## Aim of the exercise
Set down each line of the listing exactly as it reads.

## Material provided
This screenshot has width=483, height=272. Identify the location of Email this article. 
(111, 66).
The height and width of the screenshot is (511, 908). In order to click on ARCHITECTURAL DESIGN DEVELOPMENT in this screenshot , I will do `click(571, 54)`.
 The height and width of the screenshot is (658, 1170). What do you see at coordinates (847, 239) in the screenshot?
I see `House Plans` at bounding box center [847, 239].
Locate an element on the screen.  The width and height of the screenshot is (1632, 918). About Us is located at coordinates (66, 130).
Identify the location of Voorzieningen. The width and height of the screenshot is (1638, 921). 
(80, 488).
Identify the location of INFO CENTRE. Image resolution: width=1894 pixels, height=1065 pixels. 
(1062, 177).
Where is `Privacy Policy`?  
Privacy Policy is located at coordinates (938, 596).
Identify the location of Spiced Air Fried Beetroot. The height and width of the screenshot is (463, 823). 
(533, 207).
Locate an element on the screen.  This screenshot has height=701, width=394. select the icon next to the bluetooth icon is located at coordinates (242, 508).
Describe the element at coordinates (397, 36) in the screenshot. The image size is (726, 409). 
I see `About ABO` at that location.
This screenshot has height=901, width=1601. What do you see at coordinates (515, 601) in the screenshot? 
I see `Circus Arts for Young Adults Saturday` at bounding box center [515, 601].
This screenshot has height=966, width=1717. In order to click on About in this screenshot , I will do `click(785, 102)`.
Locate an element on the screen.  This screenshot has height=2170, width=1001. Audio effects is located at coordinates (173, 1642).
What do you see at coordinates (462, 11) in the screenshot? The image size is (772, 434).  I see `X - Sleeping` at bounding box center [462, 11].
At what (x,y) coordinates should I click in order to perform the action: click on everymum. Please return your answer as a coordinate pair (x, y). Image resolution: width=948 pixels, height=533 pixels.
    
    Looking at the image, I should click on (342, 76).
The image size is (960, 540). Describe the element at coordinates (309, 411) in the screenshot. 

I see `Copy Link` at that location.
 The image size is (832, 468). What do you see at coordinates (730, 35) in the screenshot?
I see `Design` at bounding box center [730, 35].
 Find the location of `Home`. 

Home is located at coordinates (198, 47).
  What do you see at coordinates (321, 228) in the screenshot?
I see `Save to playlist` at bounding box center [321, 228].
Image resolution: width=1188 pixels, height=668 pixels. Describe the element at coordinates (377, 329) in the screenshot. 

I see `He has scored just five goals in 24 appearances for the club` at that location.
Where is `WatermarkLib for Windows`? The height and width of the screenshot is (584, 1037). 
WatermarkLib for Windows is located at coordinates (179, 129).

## Completed exercise
This screenshot has width=483, height=272. Identify the location of Email this article. 
(111, 66).
The height and width of the screenshot is (511, 908). In order to click on ARCHITECTURAL DESIGN DEVELOPMENT in this screenshot , I will do `click(571, 54)`.
 The height and width of the screenshot is (658, 1170). What do you see at coordinates (847, 239) in the screenshot?
I see `House Plans` at bounding box center [847, 239].
Locate an element on the screen.  The width and height of the screenshot is (1632, 918). About Us is located at coordinates (66, 130).
Identify the location of Voorzieningen. The width and height of the screenshot is (1638, 921). 
(80, 488).
Identify the location of INFO CENTRE. Image resolution: width=1894 pixels, height=1065 pixels. 
(1062, 177).
Where is `Privacy Policy`?  
Privacy Policy is located at coordinates (938, 596).
Identify the location of Spiced Air Fried Beetroot. The height and width of the screenshot is (463, 823). 
(533, 207).
Locate an element on the screen.  This screenshot has height=701, width=394. select the icon next to the bluetooth icon is located at coordinates (242, 508).
Describe the element at coordinates (397, 36) in the screenshot. The image size is (726, 409). 
I see `About ABO` at that location.
This screenshot has height=901, width=1601. What do you see at coordinates (515, 601) in the screenshot? 
I see `Circus Arts for Young Adults Saturday` at bounding box center [515, 601].
This screenshot has height=966, width=1717. In order to click on About in this screenshot , I will do `click(785, 102)`.
Locate an element on the screen.  This screenshot has height=2170, width=1001. Audio effects is located at coordinates (173, 1642).
What do you see at coordinates (462, 11) in the screenshot? The image size is (772, 434).  I see `X - Sleeping` at bounding box center [462, 11].
At what (x,y) coordinates should I click in order to perform the action: click on everymum. Please return your answer as a coordinate pair (x, y). Image resolution: width=948 pixels, height=533 pixels.
    
    Looking at the image, I should click on (342, 76).
The image size is (960, 540). Describe the element at coordinates (309, 411) in the screenshot. 

I see `Copy Link` at that location.
 The image size is (832, 468). What do you see at coordinates (730, 35) in the screenshot?
I see `Design` at bounding box center [730, 35].
 Find the location of `Home`. 

Home is located at coordinates (198, 47).
  What do you see at coordinates (321, 228) in the screenshot?
I see `Save to playlist` at bounding box center [321, 228].
Image resolution: width=1188 pixels, height=668 pixels. Describe the element at coordinates (377, 329) in the screenshot. 

I see `He has scored just five goals in 24 appearances for the club` at that location.
Where is `WatermarkLib for Windows`? The height and width of the screenshot is (584, 1037). 
WatermarkLib for Windows is located at coordinates (179, 129).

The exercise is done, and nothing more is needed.